1.7.26

Registrant totals show continued GOP momentum

It’s official: for the first time in around 150 years, Louisiana has more registered Republicans than Democrats in the electorate, with implications.

Official beginning-of-month statistics give Republicans an over 2,000-registrant lead over Democrats. Compared to the year’s beginning, the GOP has added over 12,000 voters while Democrats have lost over 18,000. As the electorate increased by around 6,000, this means that all other voters gaining made up the 12,000 or so difference.

It’s hard to overstate the significance of the shift. Not even two decades ago when Republican Gov. Bobby Jindal became the first lifelong Republican to win the Governor’s Mansion, Democrats held a two-to-one advantage (and there were 134,000 fewer registrants then). That means the GOP has increased 52 percent since, while Democrats have dropped 41 percent. Even more dramatically, 65 years ago Democrats comprised 99 percent of the electorate.

30.6.26

Trump, markets hand win to LA CCS foes

They may have lost at the Louisiana Legislature, but concerned residents and carbon capture and sequestration foes picked up a win courtesy of the politician who backed the opponent of the U.S. Senate candidate they supported, pointing the way to future successes.

Today, the other shoe dropped when Air Products confirmed that it would abandon its so-called Louisiana Clean Energy Complex, after last year suspending continuation of work on it. The project would have produced “blue” hydrogen, meaning through a process that didn’t emit a lot of carbon. That carbon would have been sequestered around and under Lake Maurepas, which generated significant opposition from those near it including some local governments.

Such was the alarm, with fears that without any history of sustained large scale sequestration to draw upon and isolated past instances of crises in transportation rendered CCS too risky, that dozens of bills hit the Legislature this past session to restrict or prohibit CCS, including a few aimed specifically around Lake Maurepas. Legislative leaders and Republican Gov. Jeff Landry’s tacit acceptance of CCS caused these to go nowhere.

29.6.26

Conservatism to see few gains in LA fall votes

In essence, Louisiana’s Senate, one Board of Elementary and Secondary Education spot, and two Public Service Commission posts have been settled, resulting with arguably little in the way of conservative advancement.

That’s not because Republicans won’t triumph in all of these contests come November. That basically was set in stone upon qualifying, with first the party primaries of May 16 and then the ensuing runoffs Jun. 27 setting the exact field. Who gained the respective nominations mattered to determine the advancement of conservatism.

For the Senate, Rep. Julia Letlow’s win over GOP Treas. John Fleming hardly will cause an ideological ripple, if actually regress slightly from conservatism. Her lifetime voting record is actually slightly more moderate than that of who she and Fleming vanquished in the primary and who she replaces, Republican Sen. Bill Cassidy, although both are to the political right roughly equidistant between centrism and perfect conservatism. Fleming’s record in Congress, by contrast, was much further to the right.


BRIEF: Word for word, please restate each record and pass over the pictures.
┄┄┄┄┄┄┄┄┄┄┄┄┄┄┄┄┄┄┄┄
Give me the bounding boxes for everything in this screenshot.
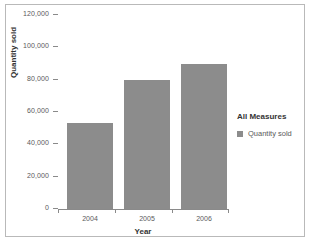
legend-title: All Measures (237, 112, 313, 121)
chart-legend: All Measures Quantity sold (237, 112, 313, 138)
bar-2004[interactable] (67, 123, 113, 209)
x-axis-line (58, 209, 228, 210)
y-tick-label: 20,000 (27, 172, 49, 179)
y-tick-label: 80,000 (27, 75, 49, 82)
x-tick (172, 209, 173, 213)
y-tick-label: 100,000 (23, 42, 49, 49)
x-category-2006: 2006 (176, 215, 232, 222)
y-tick-dash (53, 176, 58, 177)
y-tick-label: 120,000 (23, 10, 49, 17)
x-tick (228, 209, 229, 213)
y-tick-label: 40,000 (27, 139, 49, 146)
x-category-2005: 2005 (119, 215, 175, 222)
legend-item-label: Quantity sold (248, 129, 292, 138)
y-tick-label: 0 (45, 204, 49, 211)
y-tick-dash (53, 143, 58, 144)
x-tick (58, 209, 59, 213)
y-tick-dash (53, 111, 58, 112)
bar-2005[interactable] (124, 80, 170, 209)
x-tick (115, 209, 116, 213)
x-category-2004: 2004 (62, 215, 118, 222)
x-axis-title: Year (58, 227, 228, 236)
bar-chart: 120,000 100,000 80,000 60,000 40,000 20,… (0, 0, 316, 245)
y-tick-dash (53, 14, 58, 15)
y-axis-title: Quantity sold (9, 27, 18, 78)
legend-swatch-icon (237, 131, 243, 137)
y-tick-dash (53, 46, 58, 47)
bar-2006[interactable] (181, 64, 227, 210)
y-tick-dash (53, 79, 58, 80)
y-tick-label: 60,000 (27, 107, 49, 114)
legend-item-quantity-sold[interactable]: Quantity sold (237, 129, 313, 138)
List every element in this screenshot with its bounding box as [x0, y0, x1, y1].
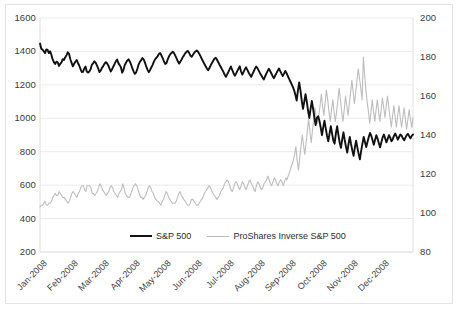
┄┄┄┄┄┄┄┄┄┄┄┄┄┄┄┄┄┄┄┄
RESULT:
Give me the bounding boxes for everything in this screenshot.
legend-title: All Measures (237, 112, 313, 121)
chart-legend: All Measures Quantity sold (237, 112, 313, 138)
bar-2004[interactable] (67, 123, 113, 209)
x-axis-line (58, 209, 228, 210)
y-tick-label: 20,000 (27, 172, 49, 179)
y-tick-label: 80,000 (27, 75, 49, 82)
x-tick (172, 209, 173, 213)
y-tick-label: 100,000 (23, 42, 49, 49)
x-category-2006: 2006 (176, 215, 232, 222)
y-tick-dash (53, 176, 58, 177)
y-tick-label: 120,000 (23, 10, 49, 17)
x-tick (228, 209, 229, 213)
y-tick-label: 40,000 (27, 139, 49, 146)
x-category-2005: 2005 (119, 215, 175, 222)
legend-item-label: Quantity sold (248, 129, 292, 138)
y-tick-label: 0 (45, 204, 49, 211)
y-tick-dash (53, 143, 58, 144)
x-tick (58, 209, 59, 213)
y-tick-dash (53, 111, 58, 112)
bar-2005[interactable] (124, 80, 170, 209)
x-tick (115, 209, 116, 213)
x-category-2004: 2004 (62, 215, 118, 222)
x-axis-title: Year (58, 227, 228, 236)
bar-chart: 120,000 100,000 80,000 60,000 40,000 20,… (0, 0, 316, 245)
y-tick-dash (53, 14, 58, 15)
y-axis-title: Quantity sold (9, 27, 18, 78)
legend-swatch-icon (237, 131, 243, 137)
y-tick-dash (53, 46, 58, 47)
bar-2006[interactable] (181, 64, 227, 210)
y-tick-dash (53, 79, 58, 80)
y-tick-label: 60,000 (27, 107, 49, 114)
legend-item-quantity-sold[interactable]: Quantity sold (237, 129, 313, 138)
List every element in this screenshot with its bounding box as [x0, y0, x1, y1].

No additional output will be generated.